Word count (without abstract): 8118 THE ROLE OF SOCIOSCIENTIFIC ISSUES
AbstractPrevious research has documented that students who engage with socioscientific issues can acquire some of the complex competences and skills typically related to scientific literacy. But an emerging field of research on science teachers' understanding and use of socioscientific issues, has documented that a range of challenges hinders the uptake of socioscientific issues. In this study we investigated the interpretation and implementation of socioscientific issues among Danish biology teachers -who teach in a curriculum that, on paper, is permeated by socioscientific issues. We conducted five in-depth group interviews (with a total of 11 teachers) and sought to validate and expand on the emergent themes from the teachers' talk-in-interaction by distributing a wider, primarily open-ended questionnaire (100 responding teachers). Our findings suggest that the participating teachers generally harbour a content-centred interpretation of socioscientific issues which manifests itself in at least three separate ways. First, the teachers generally use socioscientific issues as a means to an end of teaching factual biological content. Second, the teachers had a clear emphasis on mastery of factual content in their assessment practices. Third, the teachers tended to reduce socioscientific issues (e.g. should we allow GMOs) to specific biological contents (DNA) in a way that does not seem to allow students to engage with the real socioscientific issue. Our findings are particularly significant for science educators, policy-makers and curriculum designers, as we argue that key aspects of this content-centred interpretation may be a coping strategy used in order to navigate a divided curriculum.

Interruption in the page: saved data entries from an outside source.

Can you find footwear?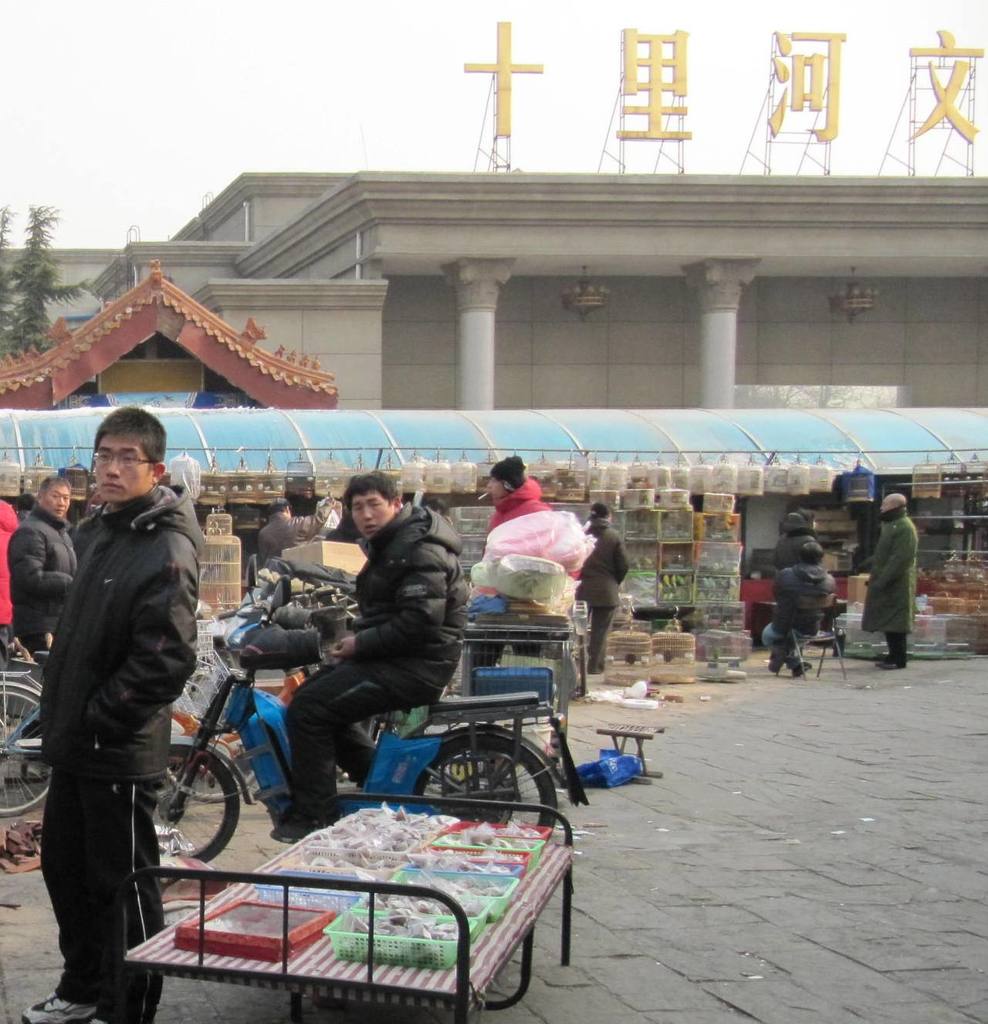
Yes, bounding box: crop(796, 661, 818, 677).
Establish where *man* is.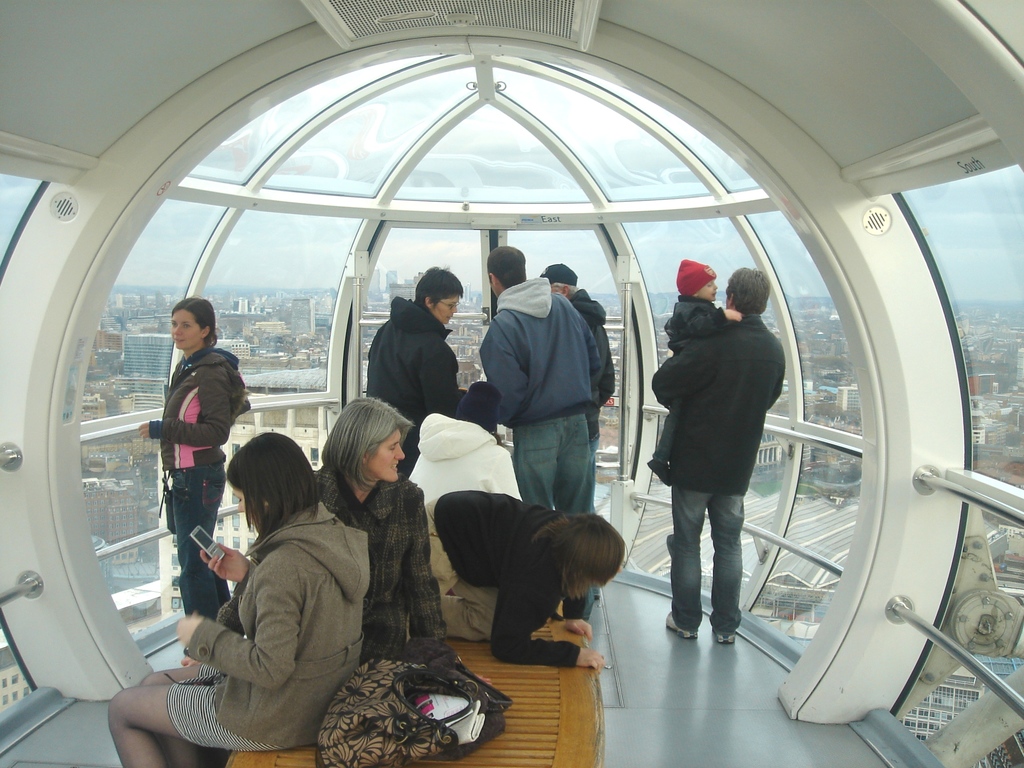
Established at {"left": 536, "top": 265, "right": 618, "bottom": 603}.
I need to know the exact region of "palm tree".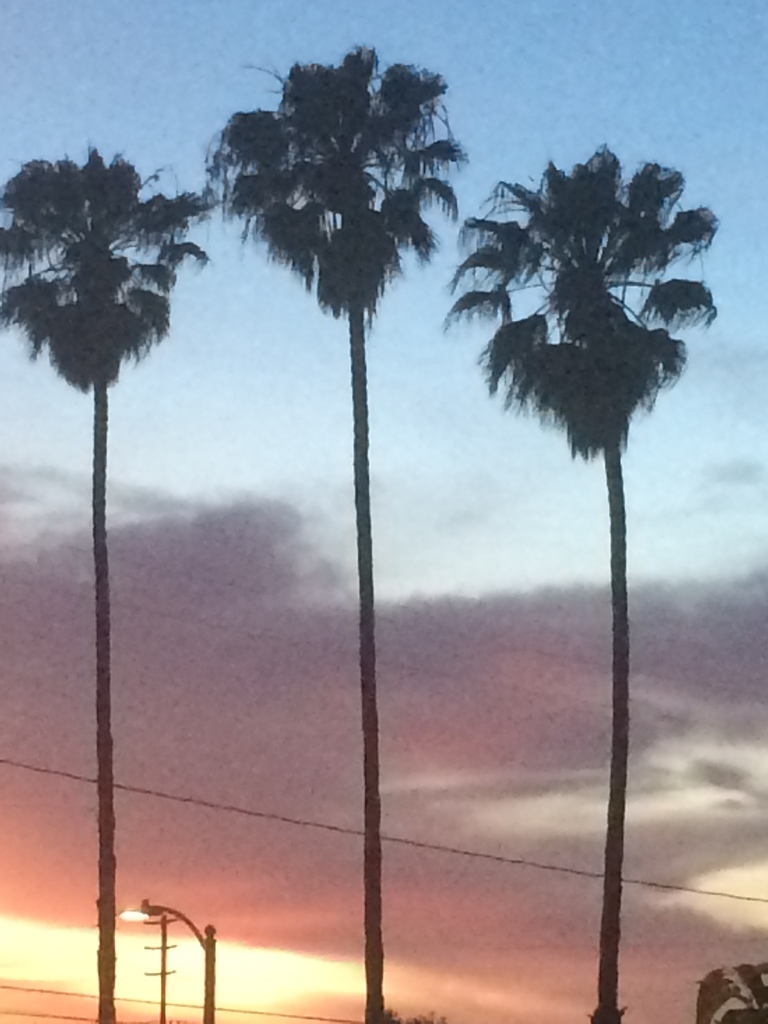
Region: Rect(5, 157, 189, 1007).
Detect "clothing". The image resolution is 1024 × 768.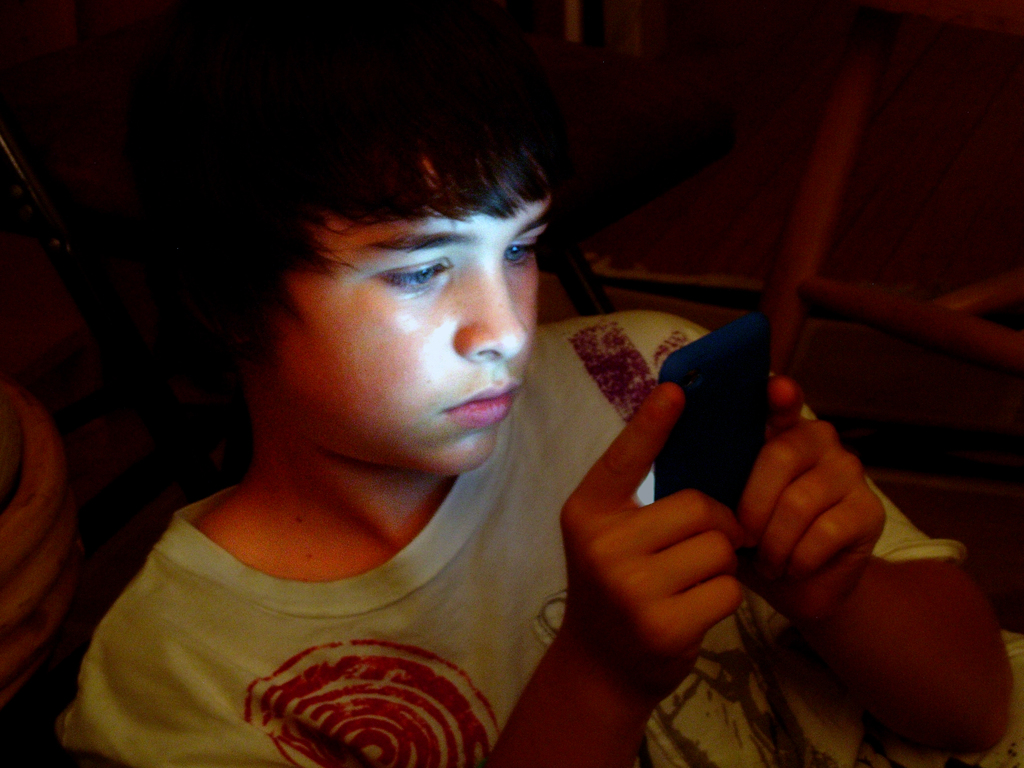
{"x1": 54, "y1": 307, "x2": 967, "y2": 767}.
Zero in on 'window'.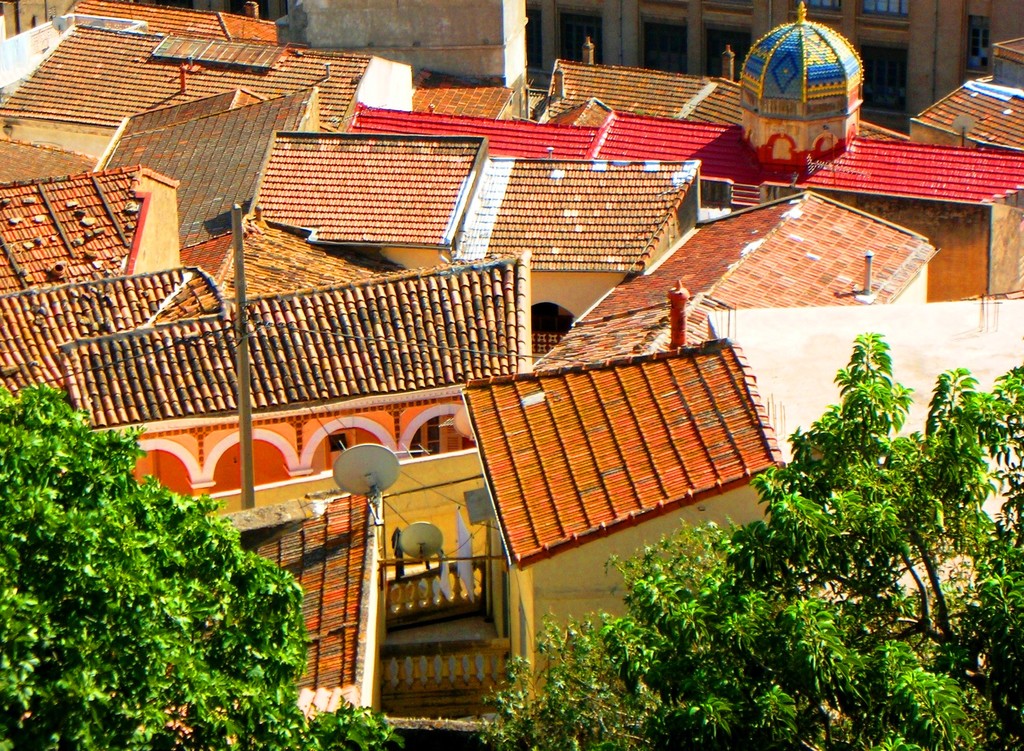
Zeroed in: left=857, top=0, right=915, bottom=21.
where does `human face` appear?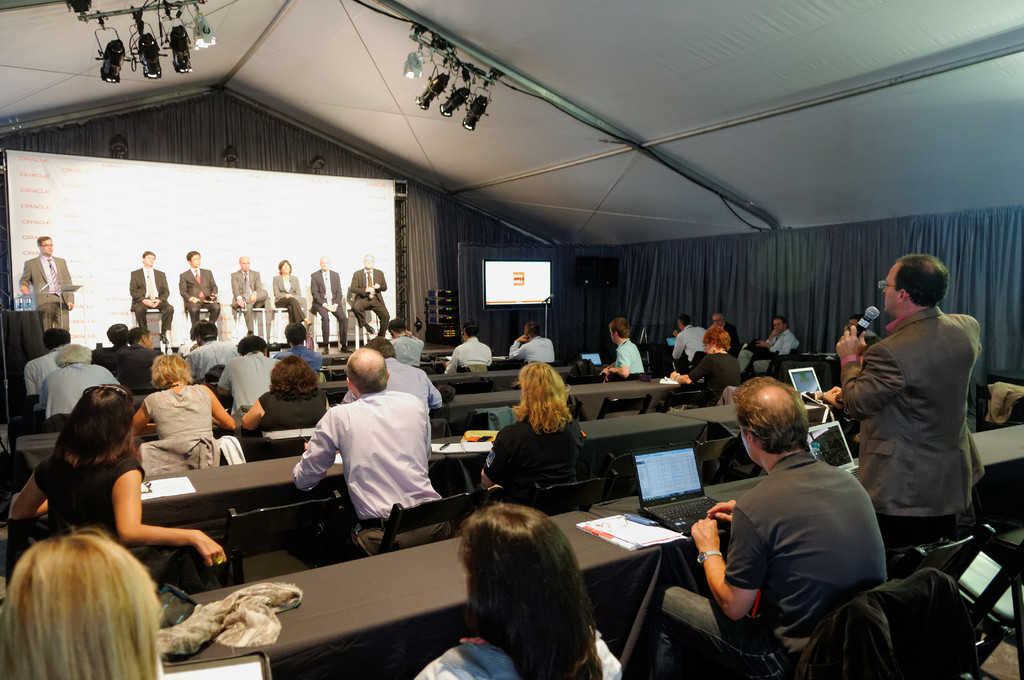
Appears at <bbox>706, 341, 713, 351</bbox>.
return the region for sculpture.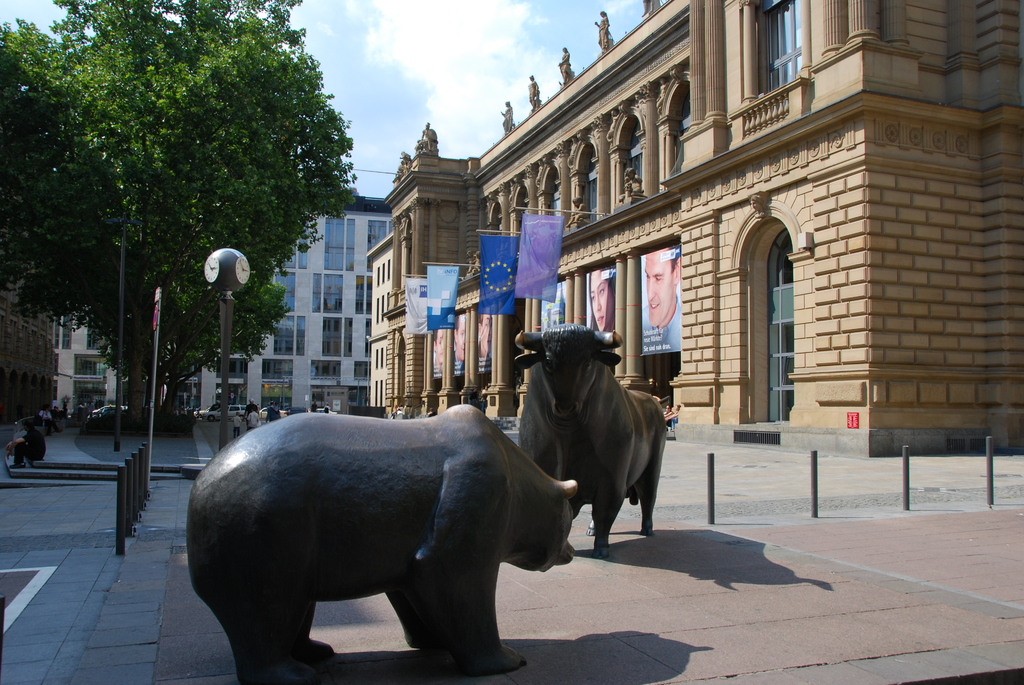
(465,247,477,282).
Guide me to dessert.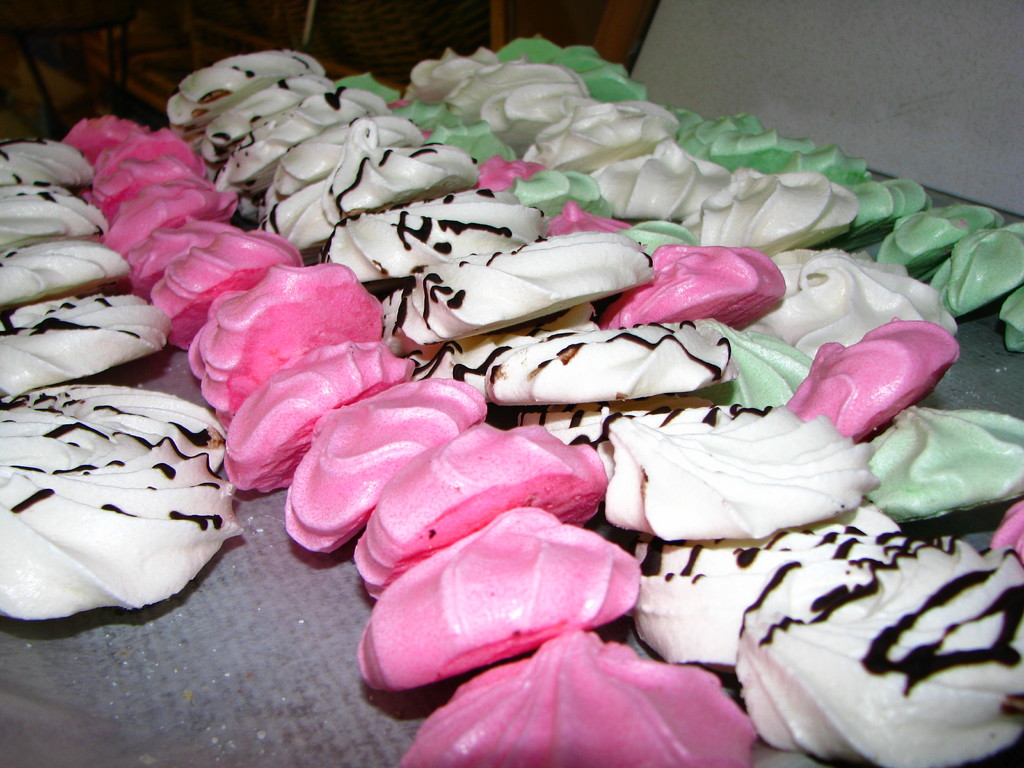
Guidance: 353,514,647,691.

This paper explores the challenges of using the Toulmin model to analyze students' dialogical argumentation. The paper presents a theoretical exposition of what is involved in an empirical study of real dialogic argumentation. Dialogic argumentation embodies dialectical features -i.e. the features that are operative when students collaboratively manage disagreement by providing arguments and engaging critically with the arguments provided by others. The paper argues that while dialectical features cannot readily be understood from a Toulminian perspective, it appears that an investigation of them is a prerequisite for conducting Toulminian analysis. This claim is substantiated by a detailed review of five of the ten most significant papers on students' argumentation in science education. This leads to the surprising notion that empirical studies in the argumentation strand -even those studies that have employed non-dialectical frameworks such as the Toulmin model -have implicitly struggled to come to terms with the dialectical features of students' discourse. The paper finally explores how some scholars have worked to attend directly to these dialectical features; and it presents five key issues that need to be addressed in a continued scholarly discussion.